The Road by Cormac McCarthy I ordered The Road from the library a day before I found out it won the Pulitzer, because of a year-old review from an old copy of Stop Smil­ing that I picked up at Pitch­fork. The Pulitzer noti­fi­ca­tion, com­ing as it did from a thread about lit­er­ary crit­ics and their deri­sion for genre fic­tion, stayed in my mind as I read the book. It is the first thing that I’ve read by Cor­mac McCarthy, and I picked it up because the Stop Smil­ing review indi­cat­ed to me that it was sci­ence fic­tion writ­ten by a non-sci-fi author.

What is imme­di­ate­ly evi­dent is that McCarthy does­n’t care for tra­di­tion­al read­ing cues like quo­ta­tion marks around dia­logue and chap­ter breaks. I’m a big fan of exper­i­men­tal nov­els, but at times in The Road it is very dif­fi­cult to fig­ure out who is talk­ing to whom. Sim­i­lar­ly, no char­ac­ter has a prop­er name. In fact, I don’t think there is a prop­er noun in the entire book. So when the man runs into anoth­er man and they talk to each oth­er or have a tus­sle it is pret­ty much impos­si­ble to fig­ure out who is doing what. The writ­ing itself is often superb, but it seems to stum­ble just as reg­u­lar­ly, as when words like ensepul­chraled and croz­zled sit togeth­er in the same sen­tence and have lunch. The qual­i­ty of the writ­ing does­n’t enhance or uphold the plot either, which to me seems like a fair­ly large prob­lem, since I read books for the sto­ries, not the writ­ing. What I mean is that McCarthy seems inter­est­ed in writ­ing inter­est­ing­ly for its own sake and using the sto­ry itself to manip­u­late the read­er into a cer­tain mind­set as opposed to writ­ing and devel­op­ing a plot pure­ly for the sake of sto­ry­telling.

It could be argued and I would agree with the asser­tion that all sto­ry-telling is a manip­u­la­tion of the audi­ence, but what I’m think­ing is that McCarthy is more inter­est­ed in evok­ing a spe­cif­ic emo­tion­al reac­tion from his audi­ence than telling the sto­ry. It is a deter­mi­na­tion of vec­tors. The sto­ry is about a man and a boy in a post-apoc­a­lyp­tic world [just what destroyed the world is unclear, but from infer­ence I gath­er that it was some sort of mete­or impact] where every­thing is dead except for a few oth­er humans, and life is hid­ing from the oth­ers and scav­eng­ing canned goods.

They boy and man are depen­dent upon each oth­er, but as the book pro­gress­es it becomes evi­dent that the boy is the one best suit­ed and moral­ly under­stand­ing enough to live in this new world. The man can­not let the past go. The boy has no mem­o­ry of it. The basic plot actions are eas­i­ly fore­seen; you know they’re going to find a fall-out shel­ter and that this will be the high point of the nar­ra­tive, you know that their belong­ings will be stolen, you know that at least one of them will die [most like­ly the man, due to var­i­ous oth­er clues] and that this will be the low point of the nar­ra­tive.

In the end, I was­n’t that impressed. The writ­ing was excel­lent about half the time, but the sto­ry nev­er got me going. I’ve read more effec­tive and bet­ter writ­ten apoc­a­lyp­tic lit­er­a­ture, and sto­ries with just as much despair in less than the 241 pages of The Road. The dust jack­et said this would be McCarthy’s mas­ter­piece, and if that’s the case, I’ll pass on the rest of his stuff.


Your objective: Images are to be excluded, and the rest of the data repeated exactly.

Dataset excerpts:

▽

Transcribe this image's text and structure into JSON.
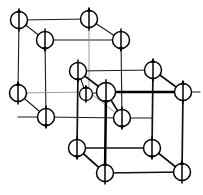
{
  "figure": {
    "background_color": "#ffffff",
    "line_color": "#000000",
    "faint_line_color": "#9a9a9a",
    "site_fill_color": "#ffffff",
    "width": 203,
    "height": 195
  },
  "legend": {
    "up_label": "spin up",
    "down_label": "spin down"
  },
  "lattice": {
    "back_cube_label": "back sublattice cube",
    "front_cube_label": "front sublattice cube",
    "back_cube_line_weight": "thin",
    "front_cube_line_weight": "thick"
  },
  "sites": [
    {
      "id": "s1",
      "x": 19,
      "y": 20,
      "r": 8.5,
      "spin": "up",
      "name": "site-back-top-back-left"
    },
    {
      "id": "s2",
      "x": 89,
      "y": 19,
      "r": 8.5,
      "spin": "up",
      "name": "site-back-top-back-right"
    },
    {
      "id": "s3",
      "x": 45,
      "y": 40,
      "r": 8.5,
      "spin": "down",
      "name": "site-back-top-front-left"
    },
    {
      "id": "s4",
      "x": 121,
      "y": 40,
      "r": 8.5,
      "spin": "down",
      "name": "site-back-top-front-right"
    },
    {
      "id": "s5",
      "x": 18,
      "y": 93,
      "r": 8.5,
      "spin": "up",
      "name": "site-back-bottom-back-left"
    },
    {
      "id": "s6",
      "x": 46,
      "y": 117,
      "r": 8.5,
      "spin": "down",
      "name": "site-back-bottom-front-left"
    },
    {
      "id": "s7",
      "x": 78,
      "y": 71,
      "r": 8.5,
      "spin": "down",
      "name": "site-front-top-back-left"
    },
    {
      "id": "s8",
      "x": 153,
      "y": 70,
      "r": 8.5,
      "spin": "up",
      "name": "site-front-top-back-right"
    },
    {
      "id": "s9",
      "x": 106,
      "y": 92,
      "r": 9.5,
      "spin": "down",
      "name": "site-front-top-front-left"
    },
    {
      "id": "s10",
      "x": 86,
      "y": 94,
      "r": 6.5,
      "spin": "up",
      "name": "site-interstitial-center-left"
    },
    {
      "id": "s11",
      "x": 122,
      "y": 118,
      "r": 8.5,
      "spin": "down",
      "name": "site-front-mid-front"
    },
    {
      "id": "s12",
      "x": 183,
      "y": 92,
      "r": 8.5,
      "spin": "up",
      "name": "site-front-top-front-right"
    },
    {
      "id": "s13",
      "x": 77,
      "y": 148,
      "r": 8.5,
      "spin": "down",
      "name": "site-front-bottom-back-left"
    },
    {
      "id": "s14",
      "x": 152,
      "y": 148,
      "r": 8.5,
      "spin": "down",
      "name": "site-front-bottom-back-right"
    },
    {
      "id": "s15",
      "x": 105,
      "y": 173,
      "r": 8.5,
      "spin": "up",
      "name": "site-front-bottom-front-left"
    },
    {
      "id": "s16",
      "x": 182,
      "y": 172,
      "r": 8.5,
      "spin": "up",
      "name": "site-front-bottom-front-right"
    }
  ],
  "edges": [
    {
      "x1": 19,
      "y1": 20,
      "x2": 89,
      "y2": 19,
      "weight": "thin",
      "name": "edge-back-top-back"
    },
    {
      "x1": 19,
      "y1": 20,
      "x2": 45,
      "y2": 40,
      "weight": "thin",
      "name": "edge-back-top-left-diag"
    },
    {
      "x1": 89,
      "y1": 19,
      "x2": 121,
      "y2": 40,
      "weight": "thin",
      "name": "edge-back-top-right-diag"
    },
    {
      "x1": 45,
      "y1": 40,
      "x2": 121,
      "y2": 40,
      "weight": "thin",
      "name": "edge-back-top-front"
    },
    {
      "x1": 19,
      "y1": 20,
      "x2": 18,
      "y2": 93,
      "weight": "thin",
      "name": "edge-back-left-back-vert"
    },
    {
      "x1": 89,
      "y1": 19,
      "x2": 89,
      "y2": 92,
      "weight": "faint",
      "name": "edge-back-right-back-vert"
    },
    {
      "x1": 45,
      "y1": 40,
      "x2": 46,
      "y2": 117,
      "weight": "thin",
      "name": "edge-back-left-front-vert"
    },
    {
      "x1": 121,
      "y1": 40,
      "x2": 122,
      "y2": 118,
      "weight": "thin",
      "name": "edge-back-right-front-vert"
    },
    {
      "x1": 18,
      "y1": 93,
      "x2": 89,
      "y2": 92,
      "weight": "faint",
      "name": "edge-back-bottom-back"
    },
    {
      "x1": 18,
      "y1": 93,
      "x2": 46,
      "y2": 117,
      "weight": "thin",
      "name": "edge-back-bottom-left-diag"
    },
    {
      "x1": 46,
      "y1": 117,
      "x2": 122,
      "y2": 118,
      "weight": "thin",
      "name": "edge-back-bottom-front"
    },
    {
      "x1": 89,
      "y1": 92,
      "x2": 122,
      "y2": 118,
      "weight": "faint",
      "name": "edge-back-bottom-right-diag"
    },
    {
      "x1": 78,
      "y1": 71,
      "x2": 153,
      "y2": 70,
      "weight": "thin",
      "name": "edge-front-top-back"
    },
    {
      "x1": 78,
      "y1": 71,
      "x2": 106,
      "y2": 92,
      "weight": "med",
      "name": "edge-front-top-left-diag"
    },
    {
      "x1": 153,
      "y1": 70,
      "x2": 183,
      "y2": 92,
      "weight": "med",
      "name": "edge-front-top-right-diag"
    },
    {
      "x1": 106,
      "y1": 92,
      "x2": 183,
      "y2": 92,
      "weight": "thick",
      "name": "edge-front-top-front"
    },
    {
      "x1": 78,
      "y1": 71,
      "x2": 77,
      "y2": 148,
      "weight": "med",
      "name": "edge-front-left-back-vert"
    },
    {
      "x1": 153,
      "y1": 70,
      "x2": 152,
      "y2": 148,
      "weight": "med",
      "name": "edge-front-right-back-vert"
    },
    {
      "x1": 106,
      "y1": 92,
      "x2": 105,
      "y2": 173,
      "weight": "thick",
      "name": "edge-front-left-front-vert"
    },
    {
      "x1": 183,
      "y1": 92,
      "x2": 182,
      "y2": 172,
      "weight": "med",
      "name": "edge-front-right-front-vert"
    },
    {
      "x1": 77,
      "y1": 148,
      "x2": 152,
      "y2": 148,
      "weight": "med",
      "name": "edge-front-bottom-back"
    },
    {
      "x1": 77,
      "y1": 148,
      "x2": 105,
      "y2": 173,
      "weight": "med",
      "name": "edge-front-bottom-left-diag"
    },
    {
      "x1": 152,
      "y1": 148,
      "x2": 182,
      "y2": 172,
      "weight": "med",
      "name": "edge-front-bottom-right-diag"
    },
    {
      "x1": 105,
      "y1": 173,
      "x2": 182,
      "y2": 172,
      "weight": "med",
      "name": "edge-front-bottom-front"
    },
    {
      "x1": 106,
      "y1": 92,
      "x2": 122,
      "y2": 118,
      "weight": "med",
      "name": "edge-front-center-diag"
    },
    {
      "x1": 86,
      "y1": 94,
      "x2": 106,
      "y2": 92,
      "weight": "thin",
      "name": "edge-interstitial-link"
    },
    {
      "x1": 78,
      "y1": 71,
      "x2": 86,
      "y2": 94,
      "weight": "thin",
      "name": "edge-interstitial-diag"
    },
    {
      "x1": 122,
      "y1": 118,
      "x2": 152,
      "y2": 118,
      "weight": "thin",
      "name": "edge-front-mid-right"
    },
    {
      "x1": 46,
      "y1": 117,
      "x2": 18,
      "y2": 117,
      "weight": "thin",
      "name": "edge-back-bottom-left-stub"
    },
    {
      "x1": 183,
      "y1": 92,
      "x2": 200,
      "y2": 92,
      "weight": "thin",
      "name": "edge-front-right-stub"
    }
  ]
}
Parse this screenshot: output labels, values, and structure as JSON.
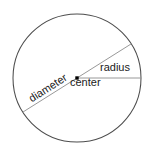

△

Output for this task:
Transcribe this image's text and structure into JSON.
{
  "figure": {
    "background_color": "#ffffff",
    "line_color": "#000000",
    "faint_line_color": "#9a9a9a",
    "site_fill_color": "#ffffff",
    "width": 203,
    "height": 195
  },
  "legend": {
    "up_label": "spin up",
    "down_label": "spin down"
  },
  "lattice": {
    "back_cube_label": "back sublattice cube",
    "front_cube_label": "front sublattice cube",
    "back_cube_line_weight": "thin",
    "front_cube_line_weight": "thick"
  },
  "sites": [
    {
      "id": "s1",
      "x": 19,
      "y": 20,
      "r": 8.5,
      "spin": "up",
      "name": "site-back-top-back-left"
    },
    {
      "id": "s2",
      "x": 89,
      "y": 19,
      "r": 8.5,
      "spin": "up",
      "name": "site-back-top-back-right"
    },
    {
      "id": "s3",
      "x": 45,
      "y": 40,
      "r": 8.5,
      "spin": "down",
      "name": "site-back-top-front-left"
    },
    {
      "id": "s4",
      "x": 121,
      "y": 40,
      "r": 8.5,
      "spin": "down",
      "name": "site-back-top-front-right"
    },
    {
      "id": "s5",
      "x": 18,
      "y": 93,
      "r": 8.5,
      "spin": "up",
      "name": "site-back-bottom-back-left"
    },
    {
      "id": "s6",
      "x": 46,
      "y": 117,
      "r": 8.5,
      "spin": "down",
      "name": "site-back-bottom-front-left"
    },
    {
      "id": "s7",
      "x": 78,
      "y": 71,
      "r": 8.5,
      "spin": "down",
      "name": "site-front-top-back-left"
    },
    {
      "id": "s8",
      "x": 153,
      "y": 70,
      "r": 8.5,
      "spin": "up",
      "name": "site-front-top-back-right"
    },
    {
      "id": "s9",
      "x": 106,
      "y": 92,
      "r": 9.5,
      "spin": "down",
      "name": "site-front-top-front-left"
    },
    {
      "id": "s10",
      "x": 86,
      "y": 94,
      "r": 6.5,
      "spin": "up",
      "name": "site-interstitial-center-left"
    },
    {
      "id": "s11",
      "x": 122,
      "y": 118,
      "r": 8.5,
      "spin": "down",
      "name": "site-front-mid-front"
    },
    {
      "id": "s12",
      "x": 183,
      "y": 92,
      "r": 8.5,
      "spin": "up",
      "name": "site-front-top-front-right"
    },
    {
      "id": "s13",
      "x": 77,
      "y": 148,
      "r": 8.5,
      "spin": "down",
      "name": "site-front-bottom-back-left"
    },
    {
      "id": "s14",
      "x": 152,
      "y": 148,
      "r": 8.5,
      "spin": "down",
      "name": "site-front-bottom-back-right"
    },
    {
      "id": "s15",
      "x": 105,
      "y": 173,
      "r": 8.5,
      "spin": "up",
      "name": "site-front-bottom-front-left"
    },
    {
      "id": "s16",
      "x": 182,
      "y": 172,
      "r": 8.5,
      "spin": "up",
      "name": "site-front-bottom-front-right"
    }
  ],
  "edges": [
    {
      "x1": 19,
      "y1": 20,
      "x2": 89,
      "y2": 19,
      "weight": "thin",
      "name": "edge-back-top-back"
    },
    {
      "x1": 19,
      "y1": 20,
      "x2": 45,
      "y2": 40,
      "weight": "thin",
      "name": "edge-back-top-left-diag"
    },
    {
      "x1": 89,
      "y1": 19,
      "x2": 121,
      "y2": 40,
      "weight": "thin",
      "name": "edge-back-top-right-diag"
    },
    {
      "x1": 45,
      "y1": 40,
      "x2": 121,
      "y2": 40,
      "weight": "thin",
      "name": "edge-back-top-front"
    },
    {
      "x1": 19,
      "y1": 20,
      "x2": 18,
      "y2": 93,
      "weight": "thin",
      "name": "edge-back-left-back-vert"
    },
    {
      "x1": 89,
      "y1": 19,
      "x2": 89,
      "y2": 92,
      "weight": "faint",
      "name": "edge-back-right-back-vert"
    },
    {
      "x1": 45,
      "y1": 40,
      "x2": 46,
      "y2": 117,
      "weight": "thin",
      "name": "edge-back-left-front-vert"
    },
    {
      "x1": 121,
      "y1": 40,
      "x2": 122,
      "y2": 118,
      "weight": "thin",
      "name": "edge-back-right-front-vert"
    },
    {
      "x1": 18,
      "y1": 93,
      "x2": 89,
      "y2": 92,
      "weight": "faint",
      "name": "edge-back-bottom-back"
    },
    {
      "x1": 18,
      "y1": 93,
      "x2": 46,
      "y2": 117,
      "weight": "thin",
      "name": "edge-back-bottom-left-diag"
    },
    {
      "x1": 46,
      "y1": 117,
      "x2": 122,
      "y2": 118,
      "weight": "thin",
      "name": "edge-back-bottom-front"
    },
    {
      "x1": 89,
      "y1": 92,
      "x2": 122,
      "y2": 118,
      "weight": "faint",
      "name": "edge-back-bottom-right-diag"
    },
    {
      "x1": 78,
      "y1": 71,
      "x2": 153,
      "y2": 70,
      "weight": "thin",
      "name": "edge-front-top-back"
    },
    {
      "x1": 78,
      "y1": 71,
      "x2": 106,
      "y2": 92,
      "weight": "med",
      "name": "edge-front-top-left-diag"
    },
    {
      "x1": 153,
      "y1": 70,
      "x2": 183,
      "y2": 92,
      "weight": "med",
      "name": "edge-front-top-right-diag"
    },
    {
      "x1": 106,
      "y1": 92,
      "x2": 183,
      "y2": 92,
      "weight": "thick",
      "name": "edge-front-top-front"
    },
    {
      "x1": 78,
      "y1": 71,
      "x2": 77,
      "y2": 148,
      "weight": "med",
      "name": "edge-front-left-back-vert"
    },
    {
      "x1": 153,
      "y1": 70,
      "x2": 152,
      "y2": 148,
      "weight": "med",
      "name": "edge-front-right-back-vert"
    },
    {
      "x1": 106,
      "y1": 92,
      "x2": 105,
      "y2": 173,
      "weight": "thick",
      "name": "edge-front-left-front-vert"
    },
    {
      "x1": 183,
      "y1": 92,
      "x2": 182,
      "y2": 172,
      "weight": "med",
      "name": "edge-front-right-front-vert"
    },
    {
      "x1": 77,
      "y1": 148,
      "x2": 152,
      "y2": 148,
      "weight": "med",
      "name": "edge-front-bottom-back"
    },
    {
      "x1": 77,
      "y1": 148,
      "x2": 105,
      "y2": 173,
      "weight": "med",
      "name": "edge-front-bottom-left-diag"
    },
    {
      "x1": 152,
      "y1": 148,
      "x2": 182,
      "y2": 172,
      "weight": "med",
      "name": "edge-front-bottom-right-diag"
    },
    {
      "x1": 105,
      "y1": 173,
      "x2": 182,
      "y2": 172,
      "weight": "med",
      "name": "edge-front-bottom-front"
    },
    {
      "x1": 106,
      "y1": 92,
      "x2": 122,
      "y2": 118,
      "weight": "med",
      "name": "edge-front-center-diag"
    },
    {
      "x1": 86,
      "y1": 94,
      "x2": 106,
      "y2": 92,
      "weight": "thin",
      "name": "edge-interstitial-link"
    },
    {
      "x1": 78,
      "y1": 71,
      "x2": 86,
      "y2": 94,
      "weight": "thin",
      "name": "edge-interstitial-diag"
    },
    {
      "x1": 122,
      "y1": 118,
      "x2": 152,
      "y2": 118,
      "weight": "thin",
      "name": "edge-front-mid-right"
    },
    {
      "x1": 46,
      "y1": 117,
      "x2": 18,
      "y2": 117,
      "weight": "thin",
      "name": "edge-back-bottom-left-stub"
    },
    {
      "x1": 183,
      "y1": 92,
      "x2": 200,
      "y2": 92,
      "weight": "thin",
      "name": "edge-front-right-stub"
    }
  ]
}
Parse this screenshot: output labels, values, and structure as JSON.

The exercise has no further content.